I have no trouble seeing my siblings in their marriages. Even in their bedrooms. A limb here and a piece of undergarment there. But unless someone puts a pistol to my head I won’t go there! You shouldn’t waste your vision on everyone you know, unless of course you have a perverted mind. Mine is not.
I don’t have much interest in imagining Roland with Hetty in their bedroom. It must have been long and slow. Like the tasting menu Molly insisted I have for my eightieth birthday—known for “its exquisite presentation and poetic nuance”! It took me great self-discipline not to ask the waiter if someone old had ever died on him. “Mr. Smith suffered a heart attack while eating a poached quail egg.” “Mrs. Smith choked on a piece of smoked artichoke and was not revived.” Good stories for obits.
A tasting menu is not a meal to enjoy, but an exercise to keep your mind sharp. To stay awake I kept complimenting the waiter on his outfit. He wore a white jacket and a black bow tie. I wore a black dress with a white collar. I said had I been twenty years younger I’d elope with him. He asked me if I would allow him to flirt with other women, and I said only if he wouldn’t mind my flirting with other men. When he returned with yet another course I found a classified ad I had cut and kept in my purse. Read it, I said to him, and he said he didn’t have his reading glasses, so I read it aloud. “Choose me, foxy, sexy senior lady, well-educated, healthy, vivacious.
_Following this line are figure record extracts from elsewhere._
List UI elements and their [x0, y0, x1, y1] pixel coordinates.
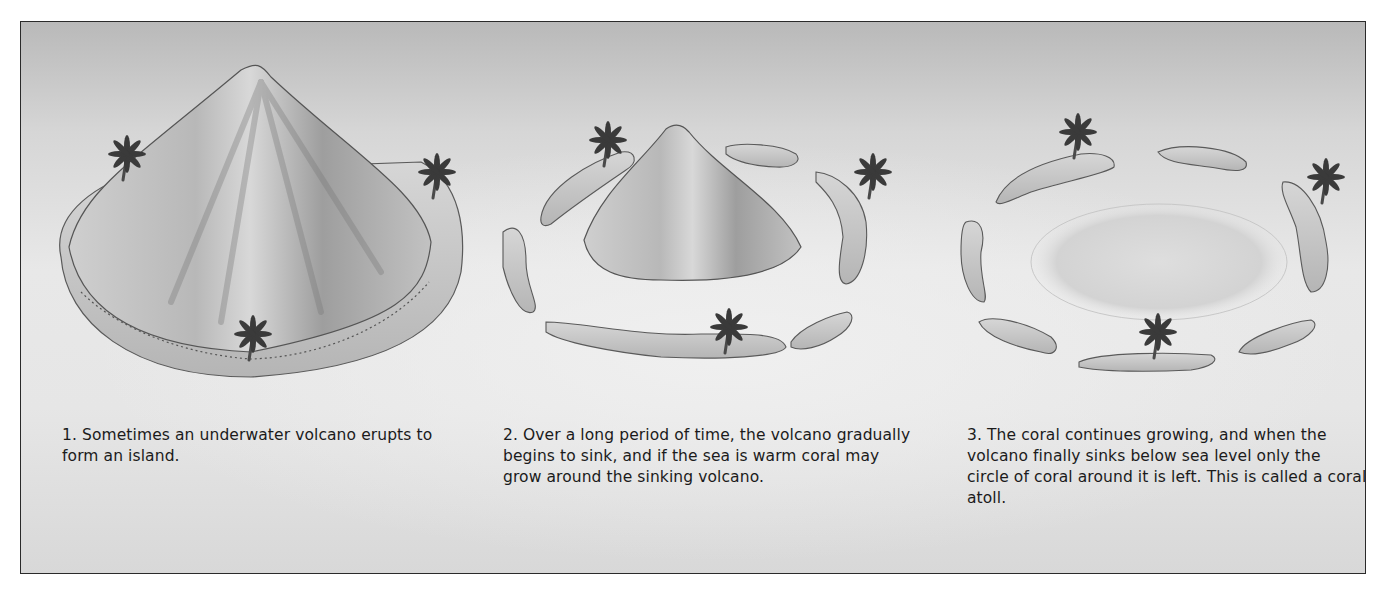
panel-1-volcanic-island — [60, 65, 463, 377]
caption-step-2: 2. Over a long period of time, the volca… — [503, 425, 913, 488]
palm-tree-icon — [1059, 113, 1097, 158]
caption-step-1: 1. Sometimes an underwater volcano erupt… — [62, 425, 462, 467]
palm-tree-icon — [1307, 158, 1345, 203]
lagoon — [1031, 204, 1287, 320]
palm-tree-icon — [854, 153, 892, 198]
palm-tree-icon — [1139, 313, 1177, 358]
panel-2-sinking-volcano — [503, 121, 892, 358]
caption-step-3: 3. The coral continues growing, and when… — [967, 425, 1366, 509]
panel-3-coral-atoll — [961, 113, 1345, 371]
diagram-frame: 1. Sometimes an underwater volcano erupt… — [20, 21, 1366, 574]
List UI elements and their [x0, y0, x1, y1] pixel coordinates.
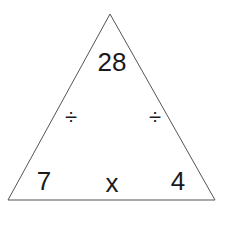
bottom-left-number: 7: [37, 168, 51, 194]
right-divide-sign: ÷: [149, 106, 161, 128]
bottom-right-number: 4: [171, 168, 185, 194]
left-divide-sign: ÷: [65, 106, 77, 128]
top-number: 28: [98, 49, 127, 75]
multiply-sign: x: [106, 170, 119, 196]
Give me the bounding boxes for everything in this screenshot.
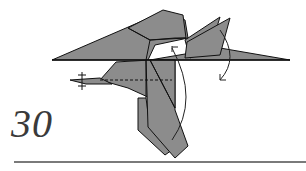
left-lower-body: [100, 60, 150, 98]
origami-step-diagram: 30: [0, 0, 306, 171]
step-divider-rule: [14, 161, 306, 163]
step-number: 30: [11, 104, 53, 144]
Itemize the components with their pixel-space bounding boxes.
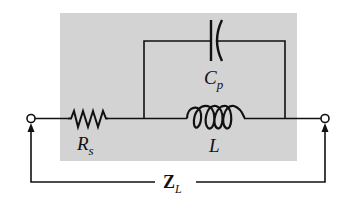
arrow-up-right-icon bbox=[322, 123, 329, 132]
left-terminal bbox=[27, 115, 35, 123]
label-ZL: ZL bbox=[163, 172, 182, 196]
shaded-region bbox=[60, 13, 297, 161]
right-terminal bbox=[321, 115, 329, 123]
circuit-diagram: Rs L Cp ZL bbox=[0, 0, 352, 199]
arrow-up-left-icon bbox=[28, 123, 35, 132]
label-L: L bbox=[208, 135, 220, 156]
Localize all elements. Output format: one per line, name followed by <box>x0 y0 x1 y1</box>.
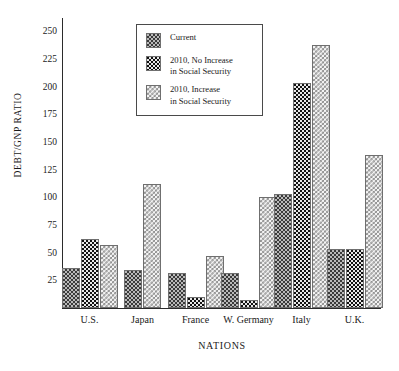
x-tick-label-italy: Italy <box>292 314 310 325</box>
bar <box>143 184 161 308</box>
bar <box>240 300 258 308</box>
bar <box>100 245 118 308</box>
legend-swatch-icon <box>146 33 161 48</box>
bar <box>346 249 364 308</box>
legend-swatch-icon <box>146 85 161 100</box>
y-tick-label-225: 225 <box>23 54 57 64</box>
y-tick-label-25: 25 <box>23 275 57 285</box>
x-tick-label-wgermany: W. Germany <box>223 314 274 325</box>
y-tick-label-50: 50 <box>23 247 57 257</box>
y-tick-label-75: 75 <box>23 220 57 230</box>
x-tick-label-france: France <box>182 314 209 325</box>
bar <box>293 83 311 308</box>
bar <box>274 194 292 308</box>
legend-item: Current <box>146 32 254 48</box>
bar-group <box>327 18 383 308</box>
legend-item: 2010, Increasein Social Security <box>146 84 254 106</box>
bar <box>187 297 205 308</box>
legend-item-label: Current <box>170 32 196 43</box>
x-axis-label: NATIONS <box>63 340 381 351</box>
bar <box>365 155 383 308</box>
y-tick-label-200: 200 <box>23 81 57 91</box>
bar <box>168 273 186 308</box>
bar-chart: DEBT/GNP RATIO 2550751001251501752002252… <box>0 0 399 371</box>
y-tick-label-175: 175 <box>23 109 57 119</box>
y-tick-label-100: 100 <box>23 192 57 202</box>
legend-item-label: 2010, No Increasein Social Security <box>170 55 233 77</box>
y-tick-label-150: 150 <box>23 137 57 147</box>
y-tick-label-125: 125 <box>23 164 57 174</box>
bar <box>62 268 80 308</box>
legend-item: 2010, No Increasein Social Security <box>146 55 254 77</box>
chart-legend: Current2010, No Increasein Social Securi… <box>136 24 263 116</box>
bar <box>327 249 345 308</box>
legend-swatch-icon <box>146 56 161 71</box>
x-axis-line <box>62 308 381 309</box>
legend-item-label: 2010, Increasein Social Security <box>170 84 231 106</box>
y-axis-label: DEBT/GNP RATIO <box>13 65 23 205</box>
bar-group <box>274 18 330 308</box>
x-tick-label-us: U.S. <box>81 314 99 325</box>
bar <box>221 273 239 308</box>
x-tick-label-uk: U.K. <box>345 314 364 325</box>
x-tick-label-japan: Japan <box>131 314 154 325</box>
bar <box>81 239 99 308</box>
bar <box>124 270 142 308</box>
y-tick-label-250: 250 <box>23 26 57 36</box>
bar-group <box>62 18 118 308</box>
Very clean and great dresser who is looking for a GENTLEMAN, age under 100, free of emotional baggage, well-off financially. Must be there for me. If you flirt with other women do not bother responding. My mindset is to be courted.” The waiter said he was not qualified, and I said I was not the woman. We both agreed that we should wish her the best of luck. All the time you could hear Molly calculating the extra tips for what she later described to me as
, “the constant and persistent harassment that gentleman had to endure.”
Well? I thought. Perhaps she’ll think twice from now on about ordering the tasting menu.
But I digress. No, no interest whatsoever in Roland and Hetty once they dim the bedroom light. But I do like to see them at their breakfast. Hetty stirring her coffee—I imagine she would count to the same number every morning, twenty, thirty, before raising the cup to her lips—and Roland, he would thank her for everything she placed in front of him, the whole time counting the words he had said. Once he had reached a decent number, he would open the newspaper.
When I think of his mistresses, I like to picture them in his bed, even though Roland never describes anyone in more than a sentence or two. Some must be long gone now. But the younger ones may still be alive. Dead or alive, they should all be grateful to me because I only see them in their best years and through a lover’s eyes.
Later.
This evening, Aunt E said if there was anything I wanted to know I should ask her. Who knows when we will see each other next? she said. Hetty said something similar when she saw me off. Why do women like to sound so dramatic and morbid? Even Aunt E is not exempt from such sentimentality.
Oh, I’m following you west, I said.
No, don’t, Aunt E said.
What do I do? I asked. Before leaving, through arguing and begging, I reached an agreement with Uncle Victor and Uncle William about managing part of my money until I turn twenty-one.
Stay in New York. Find some prospect here for yourself.
Aunt E gave me a list of people that I might contact. She also suggested that it wasn’t a bad idea to get in touch with the Bouleys. I promised to do all she asked me to, but a young man’s promise can stay an empty promise.